Marchant didn’t respond to requests for comment. 

Rogers said that since 2020 there has been a seismic shift in the United States that has led to a vast number of conspiracy theories about elections, most of them pushed or embraced by former President Donald Trump who falsely claims he won the presidential election. 

As a result, she said the “narrative around this formerly sleepy administrative role really became pushed into the spotlight.” 

Marchant was one of ten Republican candidates – not the only election denier – in the Nevada primary and won with 38% of the vote.

The initial $11 million buy in three states includes a Nevada-specific ad that focuses on Marchant’s position on ending early voting. 

While speaking on a podcast called “Pick Your Politics” in July, Marchant said he believed in making Election Day a single day adding that “even though it is very convenient and I like it myself, the early voting, a lot of things happen in those two weeks.”

“I would like to get rid of the early voting,” Marchant told “Pick Your Politics.” “That’s going to take some changes in our law. This is not a quick fix process here. It’s going to take getting legislators in there. Once we have a fair and transparent election, I believe we’re going to have the legislators in office that will pass the right kind of laws and fix the bad laws there now.”
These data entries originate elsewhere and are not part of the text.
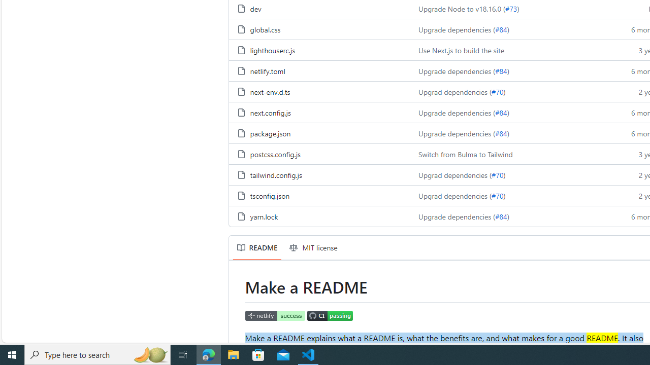 This screenshot has width=650, height=365. Describe the element at coordinates (269, 196) in the screenshot. I see `tsconfig.json, (File)` at that location. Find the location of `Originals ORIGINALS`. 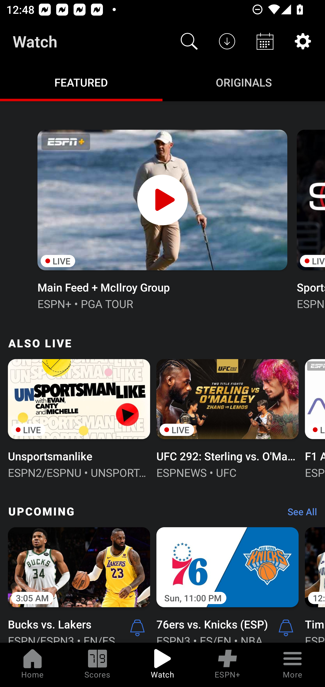

Originals ORIGINALS is located at coordinates (244, 82).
Marchant has voted early multiple times and has also promoted early voting on various social media platforms. 

During a Republican primary for a state Assembly seat that Marchant ended up winning in 2016, he went on social media and advised voters that “Early voting makes it easier for you to find a time to go vote, and makes ballot counting more efficient.”

More recently, Marchant took to social media during this year’s primary to say “Early voting starts TODAY! Make your choice for Secretary of State in 2022 Jim Marchant!” Marchant also linked to the secretary of state’s website that listed early voting locations.

Rogers said there will likely be at least one more ad from SAFE the during the cycle. She added while the group wants to warn voters of Marchant’s views, they are being careful “not to repeat his lies.”

Following the 2020 election, Secretary of State Barbara Cegavske, a Republican, reviewed allegations of election integrity issues and found no evidence of widespread voter fraud.

That hasn’t stop Marchant from promoting conspiracy theories. 

Though former President Donald Trump lost in Nevada in 2020, Marchant stood next to Nevada’s fake electors in December 2020 when they signed the phony electoral college certificates that were sent to Congress, an action that would later be revealed as part of the plan hatched by Trump’s legal advisors to stop Joe Biden’s certification as president on January 6, 2021.

Marchant sued Cegavske along with Clark County Registrar of Voters Joe Gloria trying to overturn his 5-point loss in 2020 to Democratic U.S. Rep. Steven Horsford. The case was thrown out.

While running for secretary of state in 2022, Marchant has pushed counties to move toward hand-counting paper ballots, pledged to end mail-in ballots and said he wanted to end early voting.

The first ad turns its attention to Marchant’s anti-abortion views, though the office doesn’t play a role in abortion access. Polls and voter turnout have shown access to abortion remains a top priority for voters following the Supreme Court of the United States overturning a nearly 50 year precedent that protected the constitutional right to an abortion.

Rogers said it was important to show voters Marchant “is extreme on voting but that’s not where his extremism stops.”

“I think it’s really important that folks know that people who are trying to strip us of our freedom to vote have similar positions on other freedoms that we hold dear and that frankly I think it’s really hard to separate the two,” she said.  

Kristopher Dahir, a Republican who ran against Marchant in the primary, endorsed Aguilar in a recent op-ed in the Reno Gazette Journal.

While he didn’t outright use Marchant’s name, he wrote that “Those who would tear down our electoral process with mistruth and confusion must not be given this position.”

“(Aguilar) believes in the results of the 2020 election and trusts our election workers to be honest and accurate,” he wrote. “He stands in opposition to conspiracy theorists who make false claims that the election in Nevada was mishandled.”